Pogorelich claims that “art is cruel,” that it often violently confronts our conventions and our complacency. Even if one does not subscribe to Antonin Artaud’s credo of art’s “theater of cruelty,” we must acknowledge that Pogorelich softens the blows with a wonderfully warm sonority and clarity of line. His opening C Minor Nocturne (1841), is admittedly slow at 7:42, a full 90 seconds longer than the Artur Rubinstein RCA  recording (5:57). The beginning Lento seems intimate yet static, moving incrementally mezza voce to a C Major second section, Poco più lento and sotto voce. Then, at measure 50, crescendo rumblings invoke, Doppio movimento, a third section, punishing storm, over which the cantabile melody must sing its resistance at full strength. Even with the ebb of emotions, the sense of turmoil persists, only to die away, leaving us with the recollection of the lyric, veiled in Chopin’s late harmonic aura. 

If one is willing to concede that “depth of expression” compensates for or justifies hyperbolic slowness, then Pogorelich’s Fantasy in F Minor (1841) at 16:11 will appear a miracle of sustained intimacy, given its full three-minutes’ length beyond that of Claudio Arrau (13:11). The grim, martial opening will soon cede to national, Polish impulses in aristocratic contours, in mazurka and polonaise rhythms. Pogorelich becomes mesmerized by his own poetic filigree, so the musical thread loses a sense of dramatic continuity. Again, the luxury of the arpeggios and runs, high and low, mixed together with declamatory bass chords, proves haunting. In the middle section, Lento sostenuto, Pogorelich finds a drawn-out, poetic balance of improvisatory and ballade-like narrative. The last pages become a postlude or epilogue, very slow and deliberate, strumming their way into a vaporous coda.

Portrait of Chopin

Chopin

Pogorelich’s way with Chopin last, published Nocturne in E (1846) feels better suited to his grand leisure: marked Lento, dolce sostenuto, the melodic line can bear the stretched, serpentine extension it receives, more like Berlioz than Chopin. The secondary theme in ascending, bass runs achieves C-sharp Minor and a series of syncopations that articulate Chopin’s advanced sense of polyphony. Pogorelich makes these rhythmic impulses more lyrical than their accustomed wont. We feel significantly alerted to Chopin’s trills and moving bass line, as the piece eventually assumes a modified rondo format. The music ends, or rather collapses, into the tonic and evaporates.

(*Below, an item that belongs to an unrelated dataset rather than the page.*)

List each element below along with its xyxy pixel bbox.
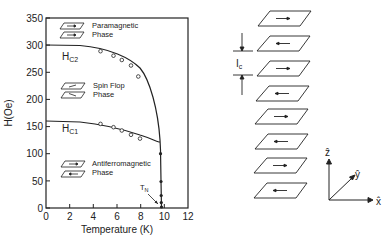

The last of Chopin’s three piano sonatas, this in B Minor (1844), receives the most improvisatory treatment in the program. The opening, Allegro maestoso, acquires a searching gravitas, alternately martial and nostalgic. Pogorelich milks the secondary theme in D, breaking its dreamy phrases to contrast with the quicksilver runs that provide a coda to the disparate fragments. That the movement ends in the tonic major seems artificial here, another spliced-on, poetic shard.

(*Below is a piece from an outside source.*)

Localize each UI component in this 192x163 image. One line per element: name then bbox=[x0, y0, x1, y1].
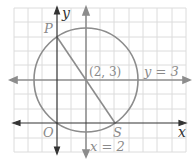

So far as improvisation occurs, the Scherzo: Molto vivace in E-flat Major from Pogorelich really proves the berries. He invests a liquid urgency into its eighth-note runs, while the chordal, B Major section projects reflective poise. Doubtless, all of Pogorelich’s slow tempos have been awaiting the B Major Largo movement, which now drags out a long, chain-link series of nocturnal thoughts in E Major. If the playing were not so intrinsically lyric, the progress would resemble a sweet dirge with tolling bells. The last movement, Finale: Presto non tanto, assuming the listener’s patience has endured, moves with a hard-won (after a lingering, high dominant 7th chord) gallop, a bit marcato for my taste, but at least moving with decisiveness, especially in the brilliant runs. The secondary theme in the relative B Major, hurls a sense of national pride at us, its left hand’s singing in the manner of a liberated etude. Pogorelich’s sonority gains the heroic high ground at last, thundering to a firm, B Major coda. If you like musical licorice or Turkish taffy, this may be a new heaven.